Fourteen Pacific island nations formalized a new diplomatic alliance Thursday, vowing to use every available tool of international relations to compel major industrialized countries to adopt binding emissions reduction targets before the next international climate conference — or face coordinated political and legal consequences.
The coalition, which represents nations whose collective population is less than 15 million but whose combined exclusive economic zones constitute one of the largest maritime territories on Earth, announced that its member states would file a coordinated request for an advisory opinion from the International Court of Justice on the legal obligations of states with respect to climate change. Such opinions, while not binding, carry significant moral and political weight and have shaped international legal norms in other domains.
The coalition's founding declaration cited data showing that member nations collectively emit less than 0.02% of global greenhouse gases while facing some of the most severe consequences of climate change, including coastal flooding, saltwater intrusion into freshwater supplies, and intensifying tropical cyclones. "We did not cause this crisis. We are the ones paying for it with our land, our culture, and in some cases our very survival as nations," said the coalition's inaugural chair at a press conference in a neutral capital.
“We did not cause this crisis. We are the ones paying for it with our land, our culture, and in some cases our very survival as nations.”
— Coalition inaugural chair, founding press conference
The coalition is also announcing a unified position for the next round of international climate negotiations, calling for industrialized countries to commit to a 65% reduction in emissions from 2005 levels by 2035 -- significantly more aggressive than the targets most major economies have currently committed to. Coalition members said they would work to build support for this position among other vulnerable nations, arguing that a bloc representing the majority of the world's countries by number, if not by emissions, could create significant political pressure even without economic leverage.
Reactions from major industrialized countries were largely diplomatic in tone but noncommittal on substance. Several governments praised the coalition's formation while declining to endorse the specific emissions targets it was calling for, arguing that nationally determined contributions already represented ambitious commitments in light of domestic political and economic constraints. Climate advocates said that gap -- between diplomatic goodwill and binding commitments -- was precisely what the coalition was designed to close.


Only an exact copy of the listing below will do.

═══ PROVIDED DATA

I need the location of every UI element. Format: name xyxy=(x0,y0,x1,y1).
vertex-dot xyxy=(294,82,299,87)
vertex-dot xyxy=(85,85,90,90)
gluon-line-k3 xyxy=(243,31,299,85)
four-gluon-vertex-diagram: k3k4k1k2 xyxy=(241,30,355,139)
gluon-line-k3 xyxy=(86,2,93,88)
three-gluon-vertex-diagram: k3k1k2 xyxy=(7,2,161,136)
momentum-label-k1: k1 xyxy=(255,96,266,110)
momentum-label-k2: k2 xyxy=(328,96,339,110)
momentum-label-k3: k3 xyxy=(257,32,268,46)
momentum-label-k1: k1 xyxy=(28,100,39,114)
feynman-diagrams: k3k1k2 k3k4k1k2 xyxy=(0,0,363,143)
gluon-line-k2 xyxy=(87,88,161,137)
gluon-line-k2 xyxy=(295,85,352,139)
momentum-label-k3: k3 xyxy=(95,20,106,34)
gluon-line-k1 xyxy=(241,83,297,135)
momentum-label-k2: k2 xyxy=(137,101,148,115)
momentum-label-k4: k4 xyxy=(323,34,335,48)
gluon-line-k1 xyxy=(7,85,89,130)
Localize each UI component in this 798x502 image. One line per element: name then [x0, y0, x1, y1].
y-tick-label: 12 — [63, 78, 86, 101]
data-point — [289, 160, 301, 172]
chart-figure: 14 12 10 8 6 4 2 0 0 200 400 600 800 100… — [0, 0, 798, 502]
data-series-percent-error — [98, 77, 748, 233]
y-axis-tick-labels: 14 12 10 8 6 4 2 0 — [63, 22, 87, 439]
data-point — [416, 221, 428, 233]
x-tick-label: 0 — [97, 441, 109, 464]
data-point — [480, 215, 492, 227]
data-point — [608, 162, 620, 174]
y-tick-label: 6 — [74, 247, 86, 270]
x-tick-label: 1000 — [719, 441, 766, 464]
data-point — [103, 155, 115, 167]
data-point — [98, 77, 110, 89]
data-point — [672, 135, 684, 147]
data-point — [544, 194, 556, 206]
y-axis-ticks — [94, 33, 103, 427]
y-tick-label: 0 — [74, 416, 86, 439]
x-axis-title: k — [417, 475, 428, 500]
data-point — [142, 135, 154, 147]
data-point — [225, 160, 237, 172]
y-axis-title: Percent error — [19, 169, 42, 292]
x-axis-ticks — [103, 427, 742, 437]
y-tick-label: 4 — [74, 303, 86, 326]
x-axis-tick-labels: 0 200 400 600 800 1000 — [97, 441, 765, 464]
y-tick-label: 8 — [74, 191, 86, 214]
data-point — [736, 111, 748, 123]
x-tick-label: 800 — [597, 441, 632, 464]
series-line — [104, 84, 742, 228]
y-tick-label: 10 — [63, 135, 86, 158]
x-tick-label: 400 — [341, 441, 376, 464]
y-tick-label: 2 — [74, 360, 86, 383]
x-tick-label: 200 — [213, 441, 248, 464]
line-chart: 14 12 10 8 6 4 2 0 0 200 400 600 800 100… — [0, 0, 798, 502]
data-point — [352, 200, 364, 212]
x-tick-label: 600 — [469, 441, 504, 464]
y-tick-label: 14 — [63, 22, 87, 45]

══════

### TASK OUTPUT
I need the location of every UI element. Format: name xyxy=(x0,y0,x1,y1).
vertex-dot xyxy=(294,82,299,87)
vertex-dot xyxy=(85,85,90,90)
gluon-line-k3 xyxy=(243,31,299,85)
four-gluon-vertex-diagram: k3k4k1k2 xyxy=(241,30,355,139)
gluon-line-k3 xyxy=(86,2,93,88)
three-gluon-vertex-diagram: k3k1k2 xyxy=(7,2,161,136)
momentum-label-k1: k1 xyxy=(255,96,266,110)
momentum-label-k2: k2 xyxy=(328,96,339,110)
momentum-label-k3: k3 xyxy=(257,32,268,46)
momentum-label-k1: k1 xyxy=(28,100,39,114)
feynman-diagrams: k3k1k2 k3k4k1k2 xyxy=(0,0,363,143)
gluon-line-k2 xyxy=(87,88,161,137)
gluon-line-k2 xyxy=(295,85,352,139)
momentum-label-k3: k3 xyxy=(95,20,106,34)
gluon-line-k1 xyxy=(241,83,297,135)
momentum-label-k2: k2 xyxy=(137,101,148,115)
momentum-label-k4: k4 xyxy=(323,34,335,48)
gluon-line-k1 xyxy=(7,85,89,130)
Localize each UI component in this 798x502 image. One line per element: name then [x0, y0, x1, y1].
y-tick-label: 12 — [63, 78, 86, 101]
data-point — [289, 160, 301, 172]
chart-figure: 14 12 10 8 6 4 2 0 0 200 400 600 800 100… — [0, 0, 798, 502]
data-series-percent-error — [98, 77, 748, 233]
y-axis-tick-labels: 14 12 10 8 6 4 2 0 — [63, 22, 87, 439]
data-point — [416, 221, 428, 233]
x-tick-label: 0 — [97, 441, 109, 464]
data-point — [480, 215, 492, 227]
data-point — [608, 162, 620, 174]
y-tick-label: 6 — [74, 247, 86, 270]
x-tick-label: 1000 — [719, 441, 766, 464]
data-point — [103, 155, 115, 167]
data-point — [98, 77, 110, 89]
data-point — [672, 135, 684, 147]
data-point — [544, 194, 556, 206]
y-axis-ticks — [94, 33, 103, 427]
y-tick-label: 0 — [74, 416, 86, 439]
x-axis-title: k — [417, 475, 428, 500]
data-point — [142, 135, 154, 147]
data-point — [225, 160, 237, 172]
y-axis-title: Percent error — [19, 169, 42, 292]
x-axis-ticks — [103, 427, 742, 437]
y-tick-label: 4 — [74, 303, 86, 326]
x-axis-tick-labels: 0 200 400 600 800 1000 — [97, 441, 765, 464]
y-tick-label: 8 — [74, 191, 86, 214]
data-point — [736, 111, 748, 123]
x-tick-label: 800 — [597, 441, 632, 464]
series-line — [104, 84, 742, 228]
y-tick-label: 10 — [63, 135, 86, 158]
x-tick-label: 400 — [341, 441, 376, 464]
y-tick-label: 2 — [74, 360, 86, 383]
x-tick-label: 200 — [213, 441, 248, 464]
line-chart: 14 12 10 8 6 4 2 0 0 200 400 600 800 100… — [0, 0, 798, 502]
data-point — [352, 200, 364, 212]
x-tick-label: 600 — [469, 441, 504, 464]
y-tick-label: 14 — [63, 22, 87, 45]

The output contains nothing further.